#### What you are asked to do:
Beginning with the line that holds "Find the location of a particular element. Image", write out each line exactly as it stands until the end of the data, and include no pictures.
Content starts
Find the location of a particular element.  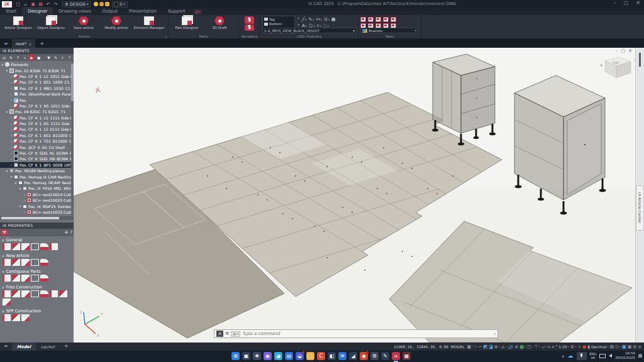

status-toggle-icon: ∠▾ is located at coordinates (504, 347).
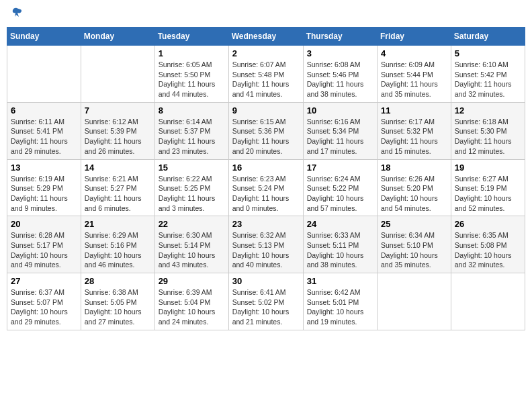 Image resolution: width=532 pixels, height=411 pixels. Describe the element at coordinates (414, 137) in the screenshot. I see `day-info: Sunrise: 6:17 AM Sunset: 5:32 PM Dayligh…` at that location.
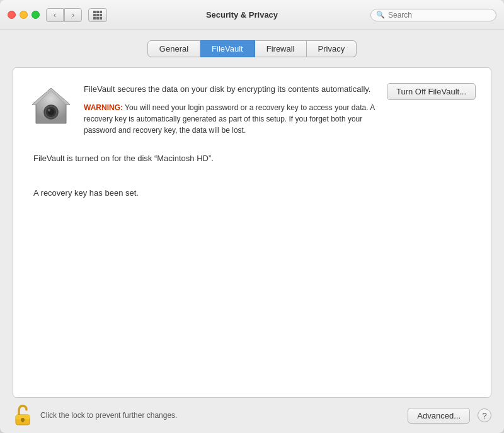 This screenshot has height=433, width=504. What do you see at coordinates (23, 415) in the screenshot?
I see `lock-svg` at bounding box center [23, 415].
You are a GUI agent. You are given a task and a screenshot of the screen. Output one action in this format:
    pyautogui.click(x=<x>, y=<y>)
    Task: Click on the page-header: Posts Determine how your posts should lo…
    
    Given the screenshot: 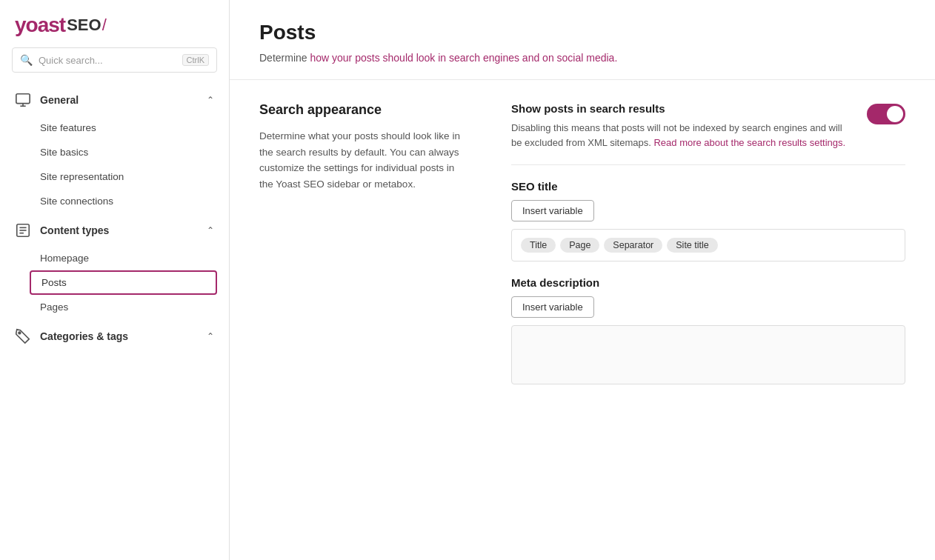 What is the action you would take?
    pyautogui.click(x=582, y=40)
    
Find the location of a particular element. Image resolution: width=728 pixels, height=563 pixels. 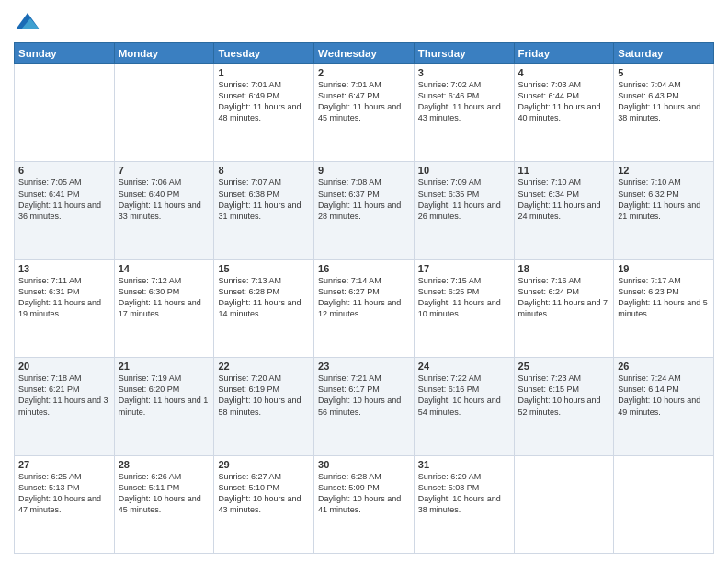

day-info: Sunrise: 7:10 AM Sunset: 6:34 PM Dayligh… is located at coordinates (564, 199).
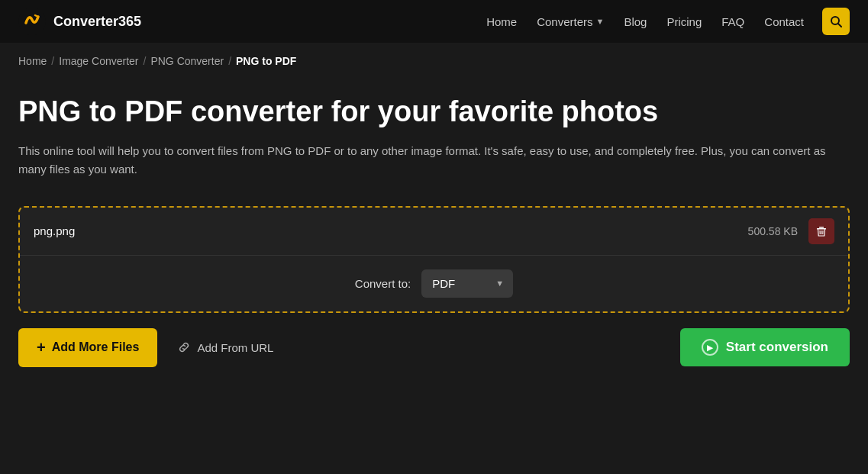  What do you see at coordinates (88, 348) in the screenshot?
I see `add-more-files-button: + Add More Files` at bounding box center [88, 348].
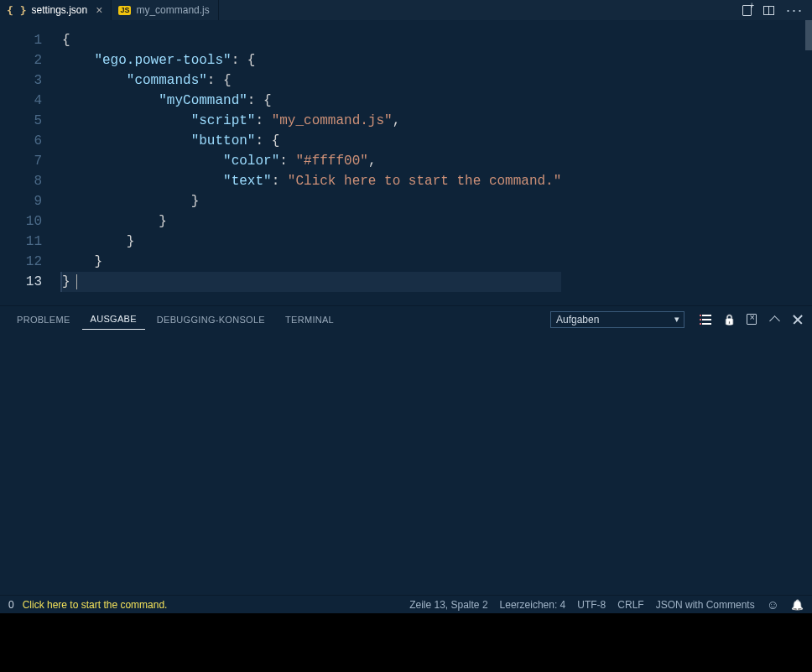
Content ends
#### Result of this task:
Find the location of a particular element. Image resolution: width=728 pixels, height=563 pixels. 

day-info: Sunrise: 7:10 AM Sunset: 6:34 PM Dayligh… is located at coordinates (564, 199).
  What do you see at coordinates (88, 348) in the screenshot?
I see `add-more-files-button: + Add More Files` at bounding box center [88, 348].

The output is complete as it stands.